What you are asked to do →
Here the job is to transcribe the data verbatim while leaving each picture out.

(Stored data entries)
----------

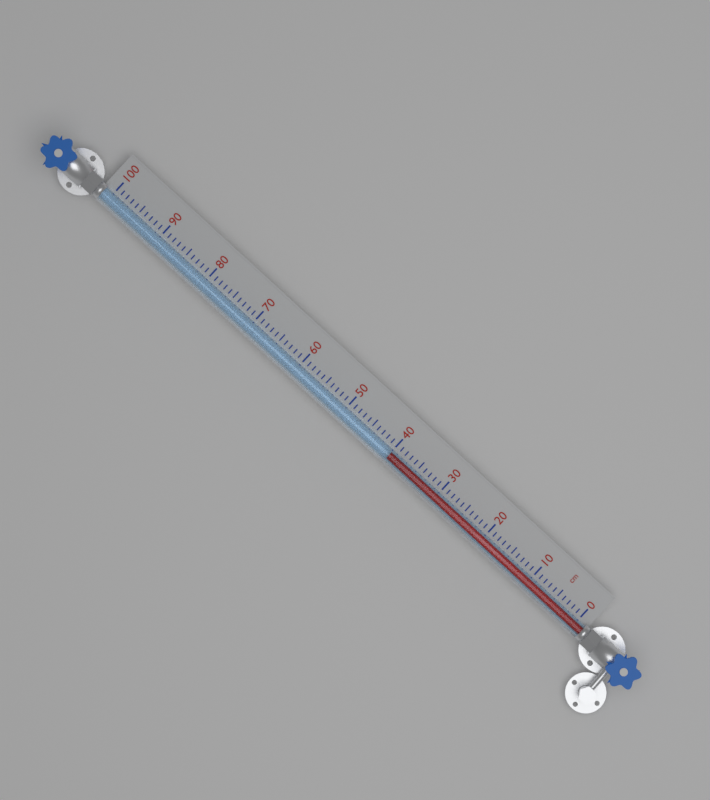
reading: 40 cm
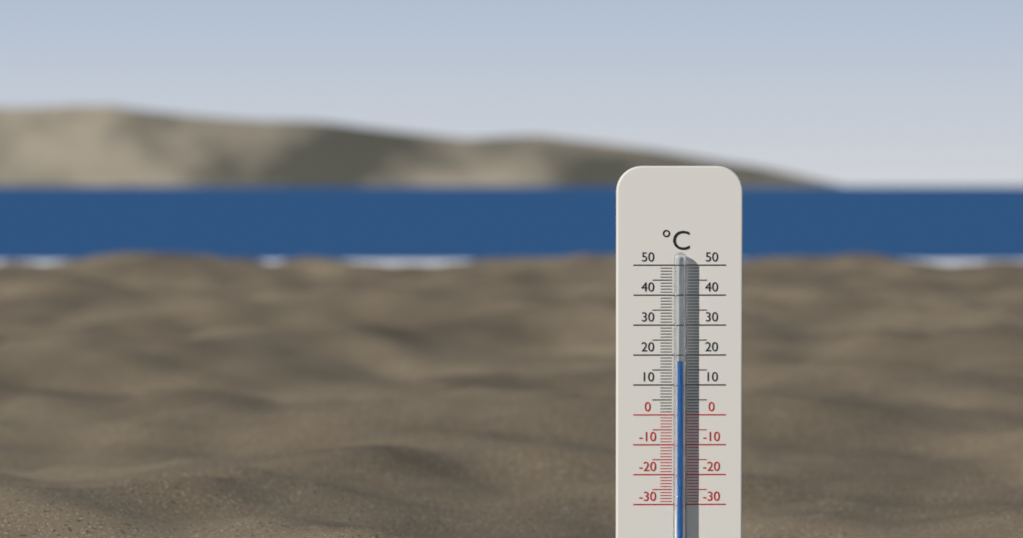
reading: 18 °C
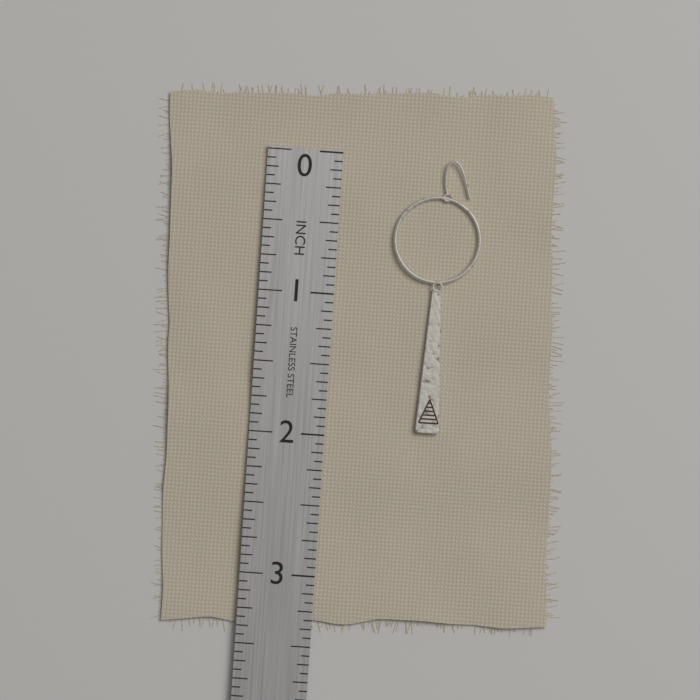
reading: 1.9375 in
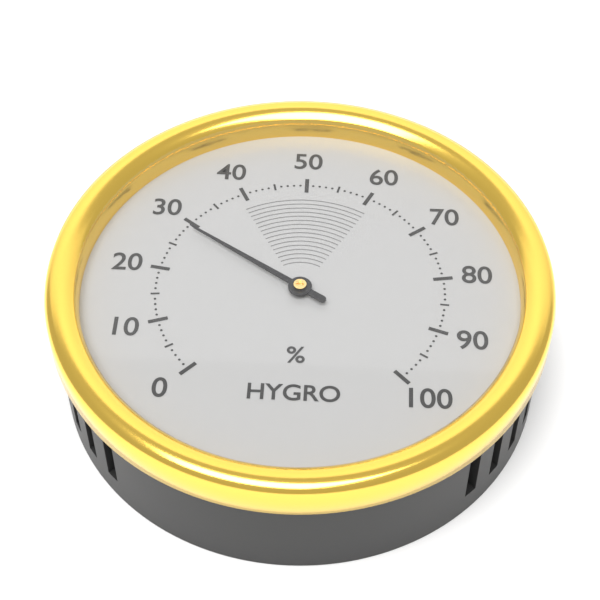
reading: 29 %
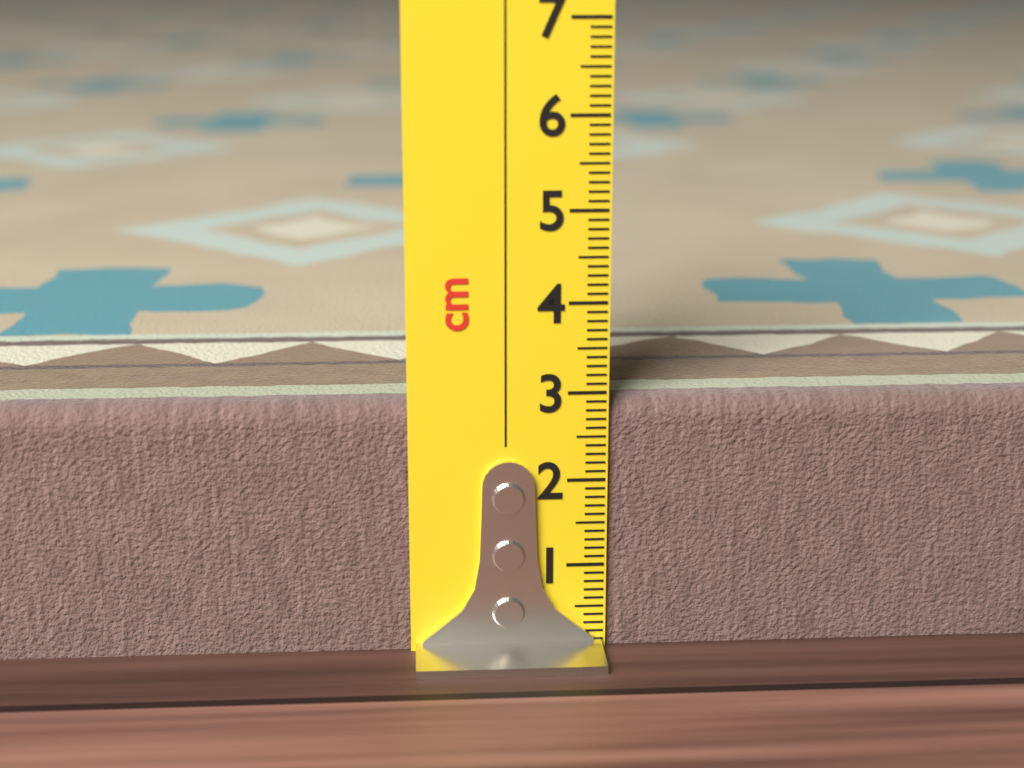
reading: 2.9 cm
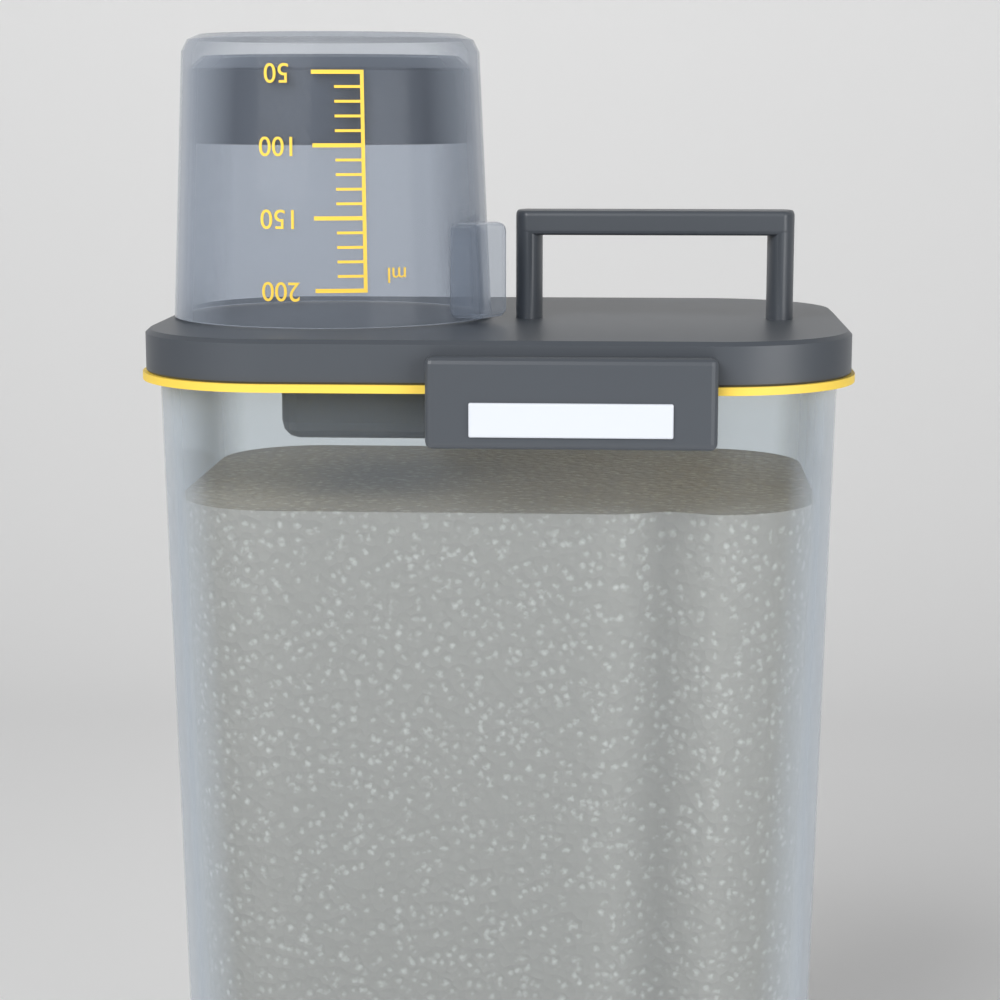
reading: 100 ml
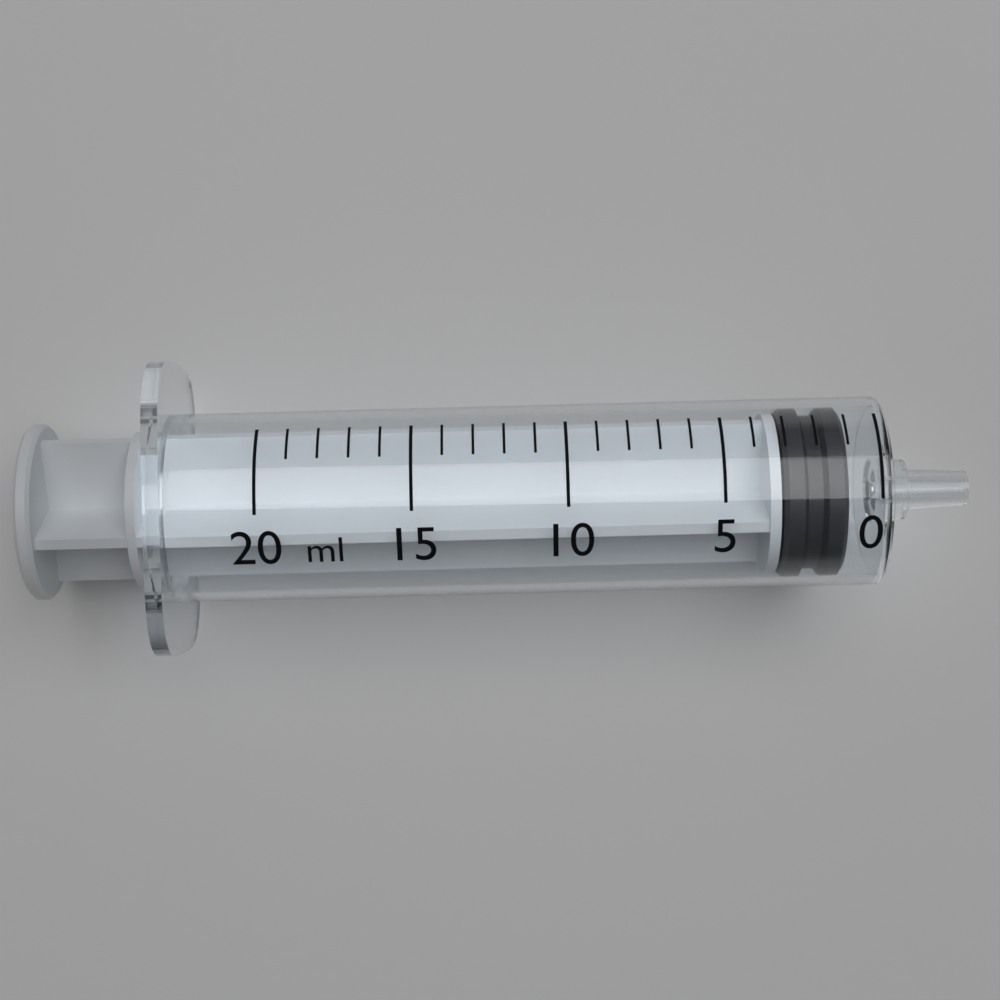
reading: 1 ml
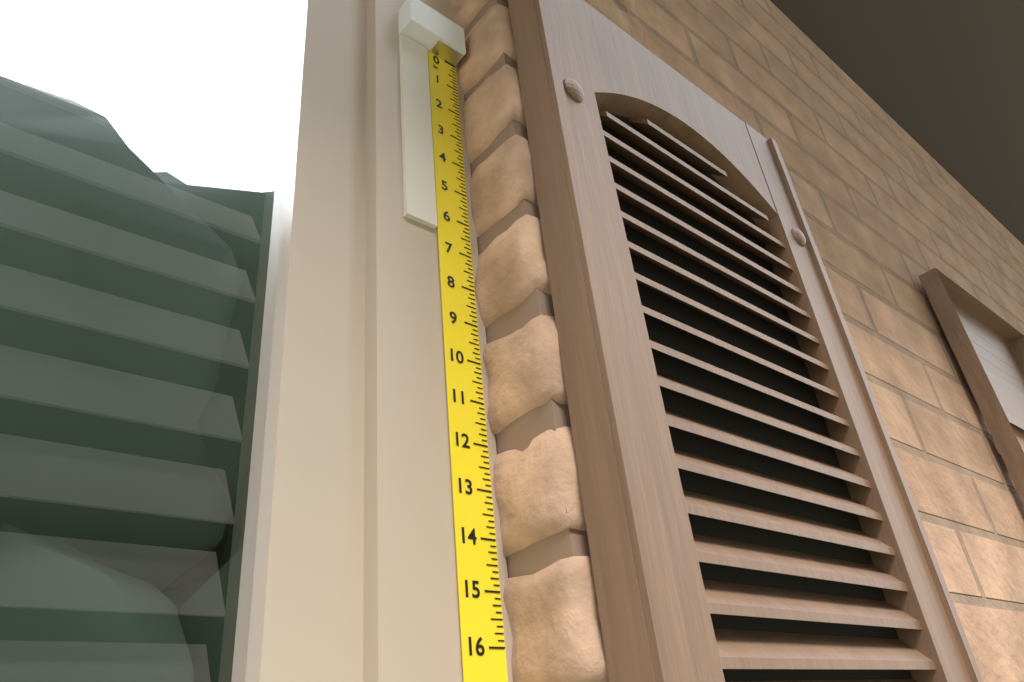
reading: 6.500 in
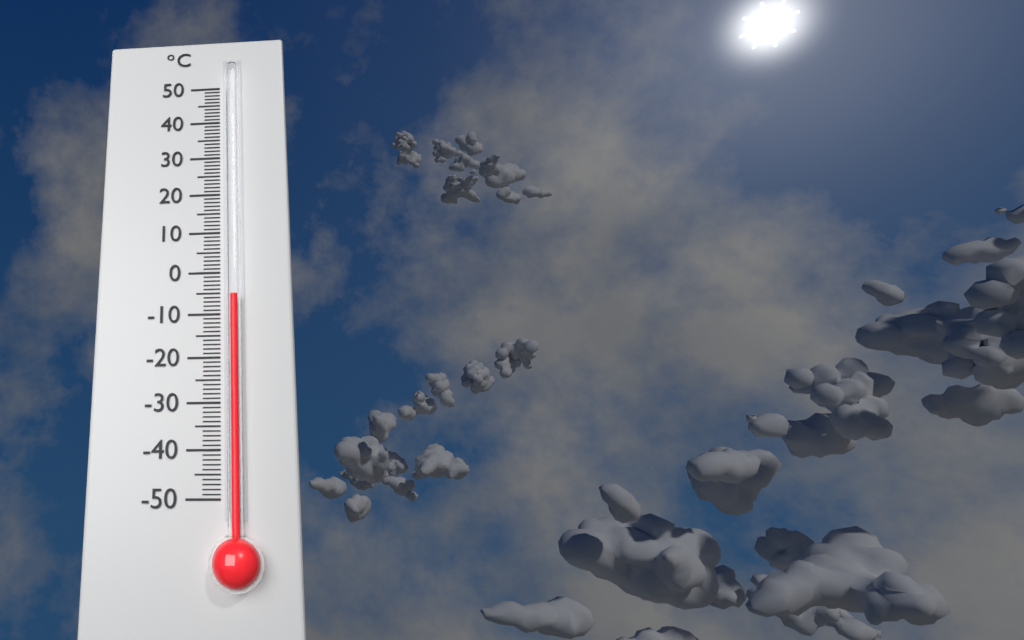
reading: -6 °C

----------

Final answer →
reading: 40 cm
reading: 18 °C
reading: 1.9375 in
reading: 29 %
reading: 2.9 cm
reading: 100 ml
reading: 1 ml
reading: 6.500 in
reading: -6 °C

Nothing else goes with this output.